“Are you the founder or owner of a profitable business that could explode if you had constant access to a great copywriter? If so, read on.”
The sentence you’ve just read was supposed to be the lead of an ad. It’s an ad I started to write — to sell myself. Here’s the background:
Earlier this month, I got my copy of the April issue of Ben Settle’s Email Players.
As you may know, Email Players is Ben’s paid print newsletter. It comes out each month and it sells for $97 a month.
In this month’s issue, Ben revealed some big news:
He is starting to sell ad space — one page of it — on the back cover of his 16-page newsletter.
The price?
A low and introductory $5,000.
Whoa, you might say. That seems like an awful lot. But since my goal for this year is to become a top-paid sales copywriter who’s booked months in advance, my “red shirt” detector went off.
In other words, I realized this might be an opportunity I should take seriously.
After all, if I get just one good client out of this promotion…
I would easily make back my $5k investment.
And if I got two or more such clients, I’d be on my way to reaching that goal of becoming booked months in advance.
In the end, I decided not to run the ad — for reasons I might talk about another time, but not today.
But the whole thing popped up in my mind again last night because I re-read a famous classic ad, from another copywriter looking to sell himself.
The copywriter in question is the Prince of Print, old Gary Halbert.
Thing is, Gary wasn’t fishing for copywriting clients in his ad. Instead, he was looking for love, or at least sex and adventure with the right woman.
So he wrote a three-page ad and ran it in the Los Angeles Times. And he got hundreds of responses, and (I believe) a long-term relationship out of the deal.
If you’re a copywriter and you’re thinking of writing an ad to promote yourself, you should check out Gary’s ad. After all, it’s not easy to write a personal ad (or a “looking for clients” ad) and not seem desperate.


### ABOUT THIS TASK
Give the data again exactly as it is written.

### SUPPLIED INFORMATION
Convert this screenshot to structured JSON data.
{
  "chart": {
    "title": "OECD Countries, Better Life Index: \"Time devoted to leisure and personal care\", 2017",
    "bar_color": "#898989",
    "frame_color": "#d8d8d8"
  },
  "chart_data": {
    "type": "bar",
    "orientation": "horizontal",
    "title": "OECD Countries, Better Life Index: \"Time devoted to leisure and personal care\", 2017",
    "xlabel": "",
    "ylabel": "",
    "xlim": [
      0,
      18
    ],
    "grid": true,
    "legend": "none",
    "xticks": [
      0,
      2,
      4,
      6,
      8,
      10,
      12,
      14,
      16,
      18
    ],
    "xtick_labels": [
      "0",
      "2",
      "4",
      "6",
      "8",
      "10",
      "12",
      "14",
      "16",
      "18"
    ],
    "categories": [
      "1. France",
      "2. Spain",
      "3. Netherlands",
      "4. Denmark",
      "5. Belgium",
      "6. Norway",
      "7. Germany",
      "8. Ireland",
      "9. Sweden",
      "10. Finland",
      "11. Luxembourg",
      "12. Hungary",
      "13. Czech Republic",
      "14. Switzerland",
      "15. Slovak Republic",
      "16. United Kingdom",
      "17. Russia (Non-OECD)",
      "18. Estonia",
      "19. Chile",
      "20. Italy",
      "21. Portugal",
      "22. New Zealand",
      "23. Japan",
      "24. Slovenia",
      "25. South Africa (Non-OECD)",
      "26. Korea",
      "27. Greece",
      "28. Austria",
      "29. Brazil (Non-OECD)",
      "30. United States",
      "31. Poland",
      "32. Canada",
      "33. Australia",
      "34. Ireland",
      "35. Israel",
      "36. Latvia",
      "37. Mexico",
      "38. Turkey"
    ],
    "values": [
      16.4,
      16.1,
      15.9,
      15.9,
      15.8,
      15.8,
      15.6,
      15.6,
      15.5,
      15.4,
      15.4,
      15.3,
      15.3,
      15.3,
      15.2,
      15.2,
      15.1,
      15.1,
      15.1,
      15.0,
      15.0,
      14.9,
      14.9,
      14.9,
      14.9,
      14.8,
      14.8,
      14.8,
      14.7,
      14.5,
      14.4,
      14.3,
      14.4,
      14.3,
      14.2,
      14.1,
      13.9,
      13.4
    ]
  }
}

### SOLUTION
Convert this screenshot to structured JSON data.
{
  "chart": {
    "title": "OECD Countries, Better Life Index: \"Time devoted to leisure and personal care\", 2017",
    "bar_color": "#898989",
    "frame_color": "#d8d8d8"
  },
  "chart_data": {
    "type": "bar",
    "orientation": "horizontal",
    "title": "OECD Countries, Better Life Index: \"Time devoted to leisure and personal care\", 2017",
    "xlabel": "",
    "ylabel": "",
    "xlim": [
      0,
      18
    ],
    "grid": true,
    "legend": "none",
    "xticks": [
      0,
      2,
      4,
      6,
      8,
      10,
      12,
      14,
      16,
      18
    ],
    "xtick_labels": [
      "0",
      "2",
      "4",
      "6",
      "8",
      "10",
      "12",
      "14",
      "16",
      "18"
    ],
    "categories": [
      "1. France",
      "2. Spain",
      "3. Netherlands",
      "4. Denmark",
      "5. Belgium",
      "6. Norway",
      "7. Germany",
      "8. Ireland",
      "9. Sweden",
      "10. Finland",
      "11. Luxembourg",
      "12. Hungary",
      "13. Czech Republic",
      "14. Switzerland",
      "15. Slovak Republic",
      "16. United Kingdom",
      "17. Russia (Non-OECD)",
      "18. Estonia",
      "19. Chile",
      "20. Italy",
      "21. Portugal",
      "22. New Zealand",
      "23. Japan",
      "24. Slovenia",
      "25. South Africa (Non-OECD)",
      "26. Korea",
      "27. Greece",
      "28. Austria",
      "29. Brazil (Non-OECD)",
      "30. United States",
      "31. Poland",
      "32. Canada",
      "33. Australia",
      "34. Ireland",
      "35. Israel",
      "36. Latvia",
      "37. Mexico",
      "38. Turkey"
    ],
    "values": [
      16.4,
      16.1,
      15.9,
      15.9,
      15.8,
      15.8,
      15.6,
      15.6,
      15.5,
      15.4,
      15.4,
      15.3,
      15.3,
      15.3,
      15.2,
      15.2,
      15.1,
      15.1,
      15.1,
      15.0,
      15.0,
      14.9,
      14.9,
      14.9,
      14.9,
      14.8,
      14.8,
      14.8,
      14.7,
      14.5,
      14.4,
      14.3,
      14.4,
      14.3,
      14.2,
      14.1,
      13.9,
      13.4
    ]
  }
}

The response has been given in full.